King’s powerful but sensitive vocal style had, in the usual manner, been honed in church, while his guitar playing drew on several influential forebears, including country-blues pickers alongside jazzmen Charlie Christian and Django Reinhardt. But the primary influence on his guitar technique was T-Bone Walker, the inventor of the electric blues. To this, King added an industrious finger-vibrato that gave his lines a unique pirouetting charm, entirely in keeping with his stately, urbane character. He played a Gibson ES355 dubbed “Lucille”, the appellation deriving from when he had to rescue the instrument from a club fire in Arkansas, and learned that the fire had been caused during a dispute over a girl of that name.
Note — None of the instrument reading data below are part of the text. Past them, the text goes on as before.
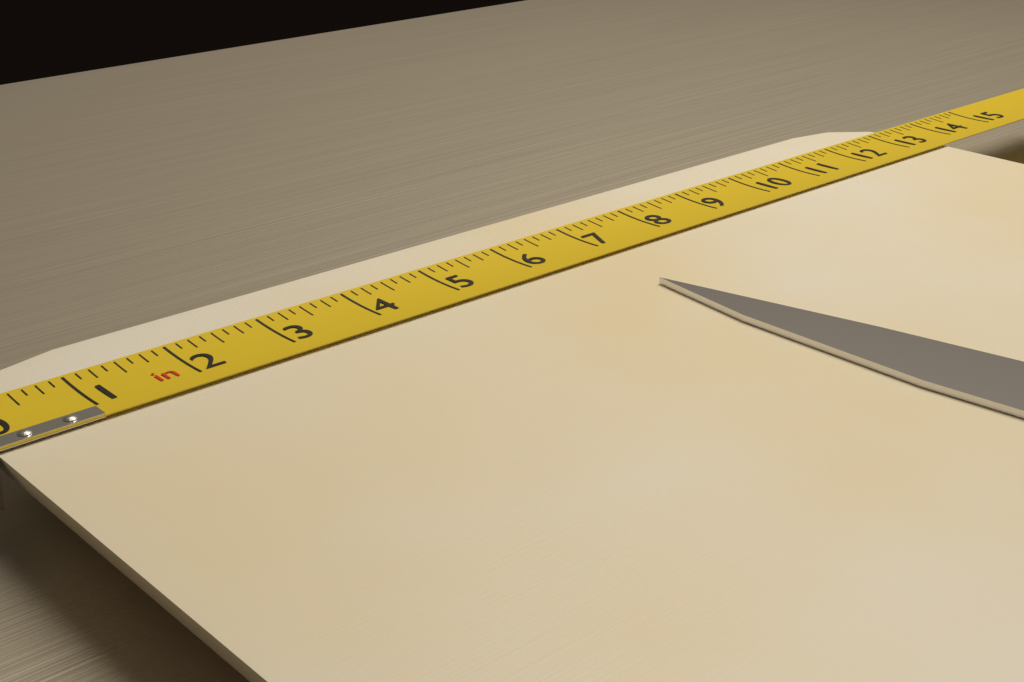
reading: 13.500 in
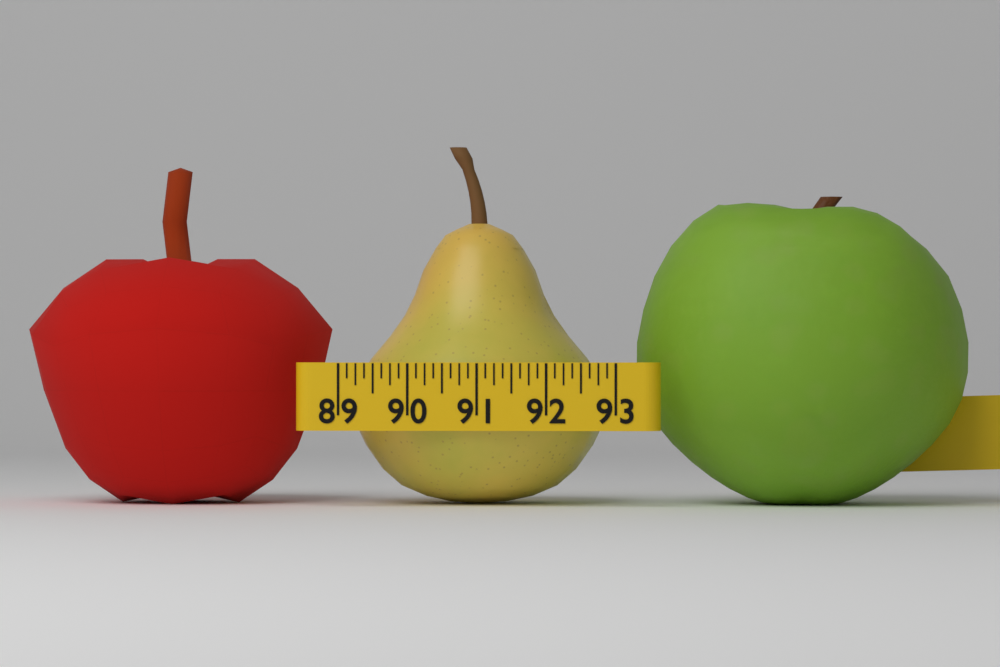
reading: 92.750 (no unit)
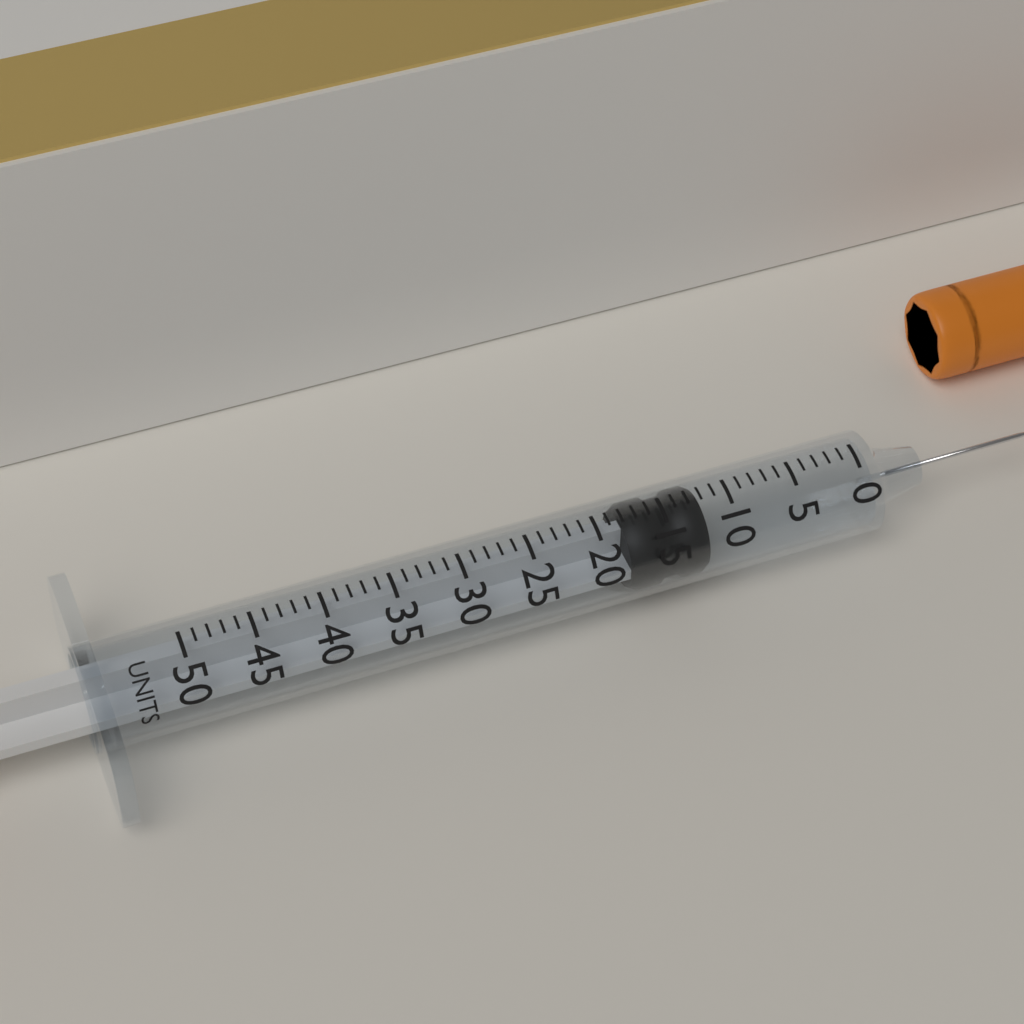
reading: 12 units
In the Fifties, King established the gruelling schedule of more than 300 shows a year, which would continue until the end of the century, routinely involving intolerable harassment by racist police. “Playing the blues,” he said, “is like having to be black twice.” He would make a crucial pop crossover in the early Sixties, thanks initially to “Rock Me Baby” – a cornerstone of the British blues boom later that decade – and “The Thrill Is Gone”, which became King’s signature piece for the rest of his career.
His adoption by white audiences came as a considerable surprise: once, arriving to play at the Fillmore West in 1968, he believed he had been driven to the wrong venue when he saw the queues of white kids outside. At that show, he was introduced by fellow performer Mike Bloomfield as “the greatest living blues guitarist”. Accompanied by the likes of Leon Russell, Joe Walsh and Carole King, his 1970 album Indianola Mississippi Seeds would give King his biggest success so far, heralding his elevation to heritage artist. Subsequent releases featured further collaborations with musicians such as Peter Green, Gary Moore, Eric Clapton, Bobby Bland and U2 – the latter group’s 1989 duet on “When Love Comes to Town” secured him a substantial late hit, while the 2008 album with Eric Clapton, Riding with the King, proved the most successful of his career, reaching double-platinum status in America.
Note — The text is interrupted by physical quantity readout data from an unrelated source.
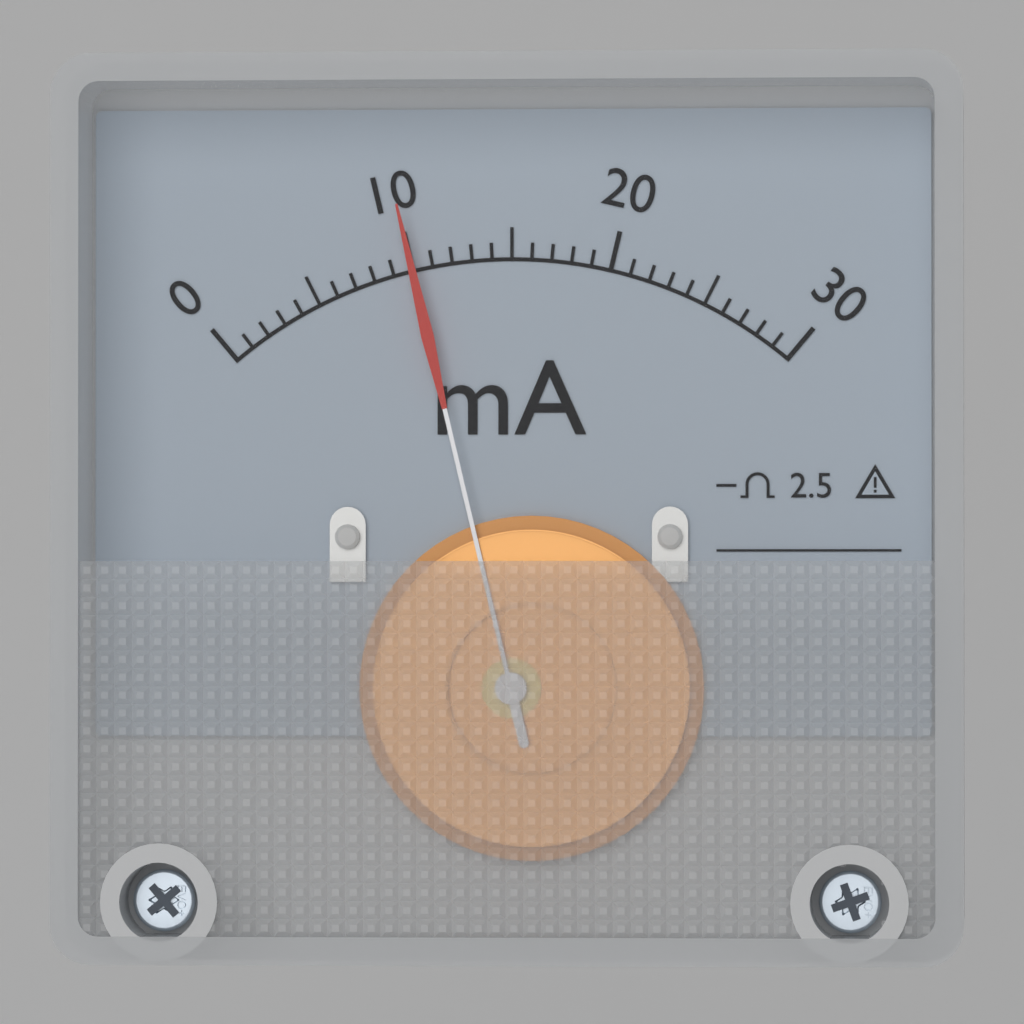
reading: 10 mA
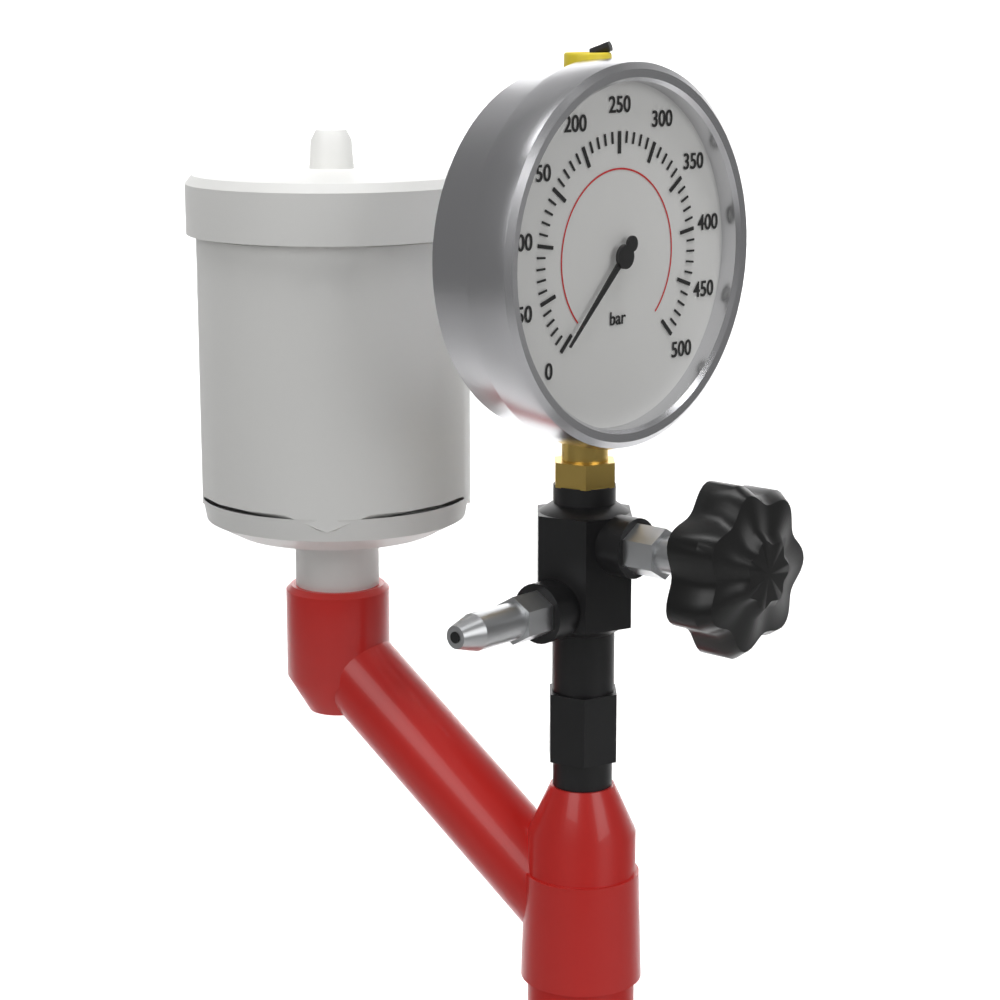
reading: 0 bar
King would remain a revered figure for the rest of his life, and one keenly aware of his cultural responsibilities. To keep the blues flame burning for subsequent generations, he donated his entire music collection of more than 20,000 records – including 7,000 rare blues 78s – to Mississippi University’s Center for the Study of Southern Culture. And throughout his career, King regularly performed for prison audiences, while ensuring his music eschewed the blues’ more profane celebrations of sexuality, drugs and violence in favour of an aspirational attitude focused on emotion expressed with elegance.